Today he lives in Plant City, Fla., with his wife of 46 years, Joyce, a Madison High grad out of Trotwood and an OSU alum, too. Their two kids and seven grandchildren live nearby, and Tom is still involved in the Olympic effort.

He's worked nine straight Summer Games — serving as everything from a diving judge to the U.S. diving coach — and the past couple of years he travelled worldwide as director of the International Diving Judges' School.

And while he spends a lot of the remainder of the time playing tennis and golf, he finds he never quite escapes his high-flying past.

"ESPN Classic just showed that cliff-diving competition from Acapulco not long ago," he said with a laugh. "It was just a little trumped-up competition they got us into against the Mexicans after that TV special, but we were the first Americans to actually go off the rocks, not a platform.

"I opted to go out the farthest.
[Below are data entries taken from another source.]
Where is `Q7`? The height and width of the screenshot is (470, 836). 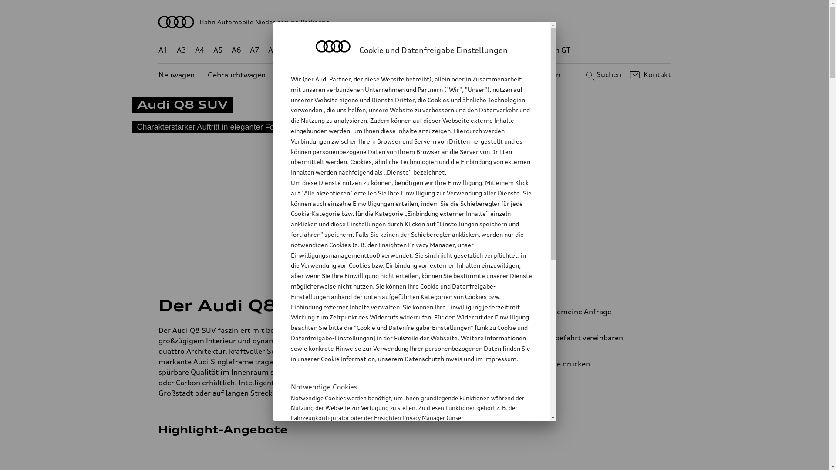
Q7 is located at coordinates (389, 51).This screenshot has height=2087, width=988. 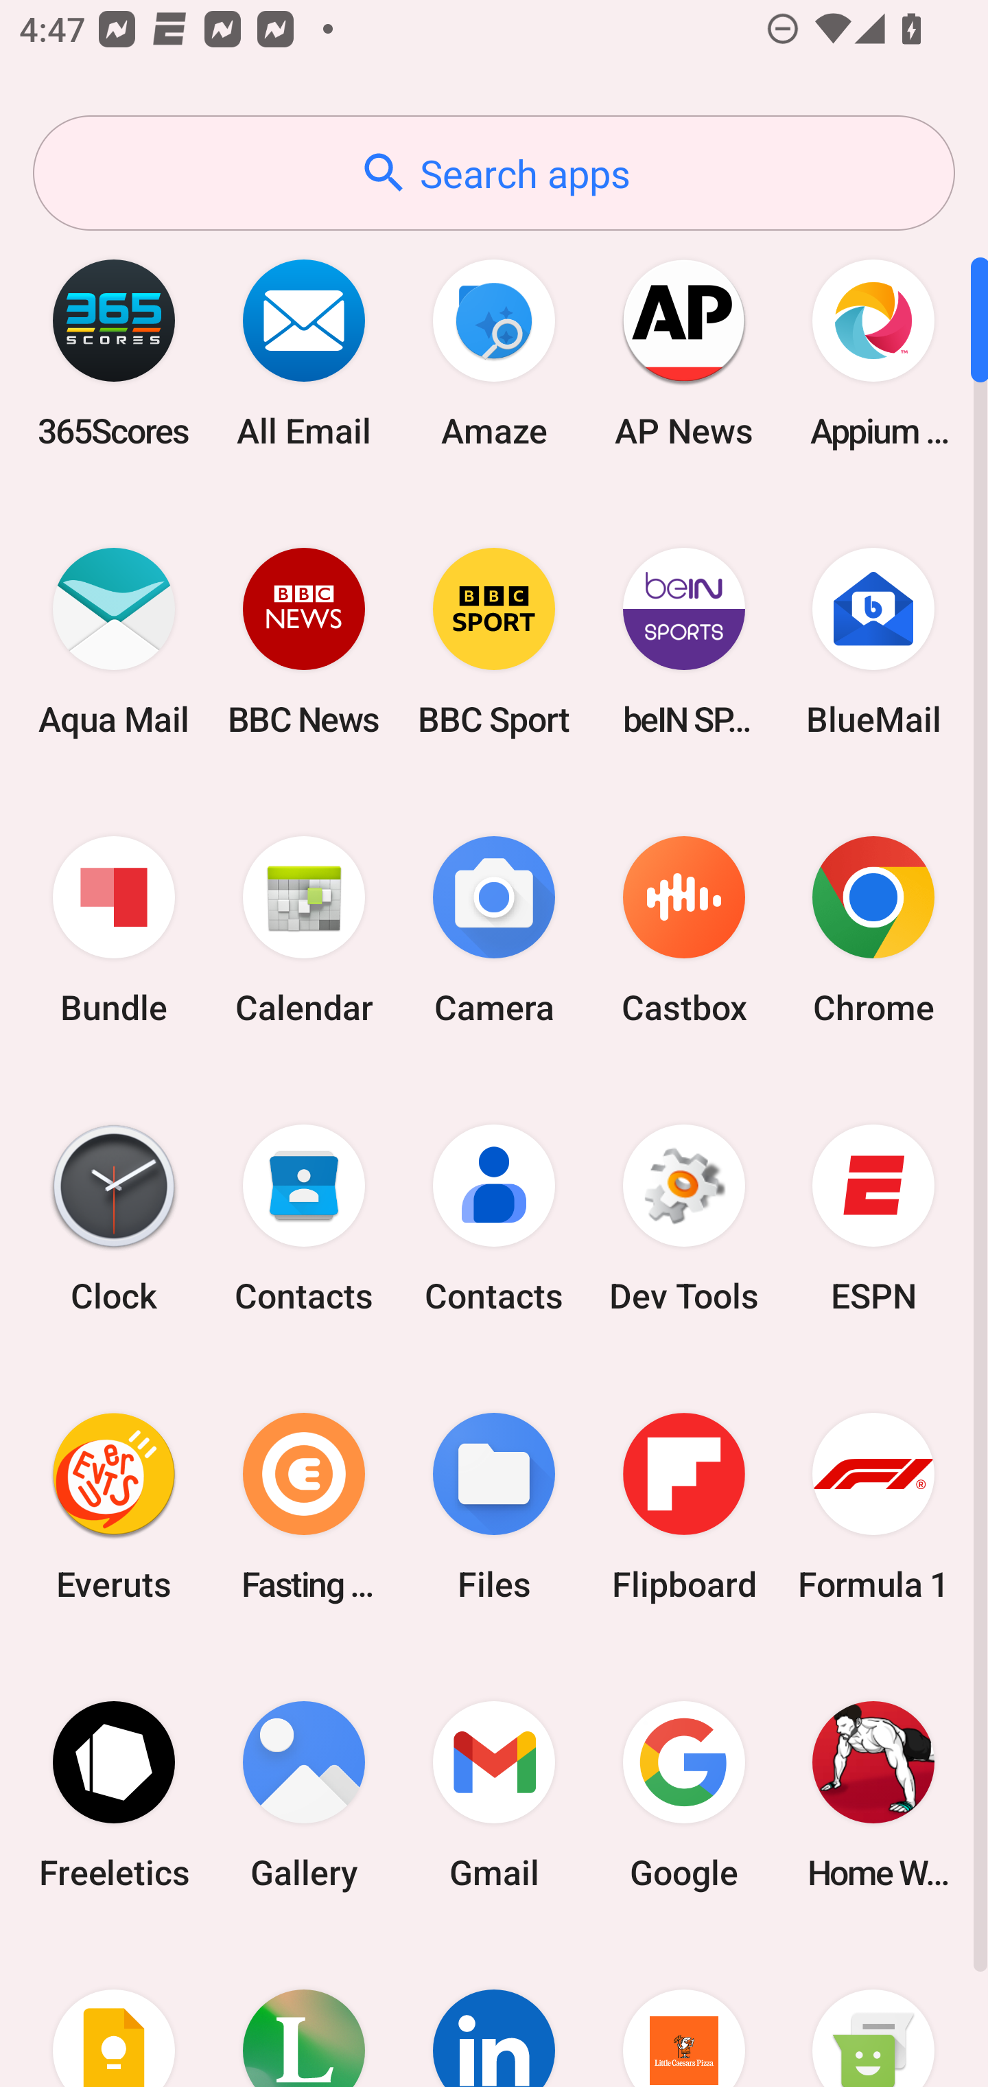 I want to click on BBC News, so click(x=304, y=641).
It was a tougher dive, but it'd take me into deeper water, so I didn't worry about the bottom."

While the Mexicans did swan dives, he tried a double somersault:

"In the air I got the feeling I wasn't gonna clear the rocks, so I basically cannon-balled it. On the air, the commentator said, 'Oh my gosh, he might hit the rocks!' And from the camera angle, you couldn't tell. That's why they showed it for years on Wide World of Sports.

"And so I was playing golf a while back and a guy in the next foursome says, 'I know him. He's that cliff diver!'

"Here I reached the pinnacle of amateur diving against the best in the world — won national championships, a world title, an Olympic medal — and yet it's jumping off that cliff that people remember. It's turned into my claim to fame."

Now — this Sunday here in Dayton — comes another fame claim and, in truth, the two are linked.

After all, it was at Stivers where Tom Gompf first learned how to take what appeared to be a rocky fate and turn it into reward forever remembered.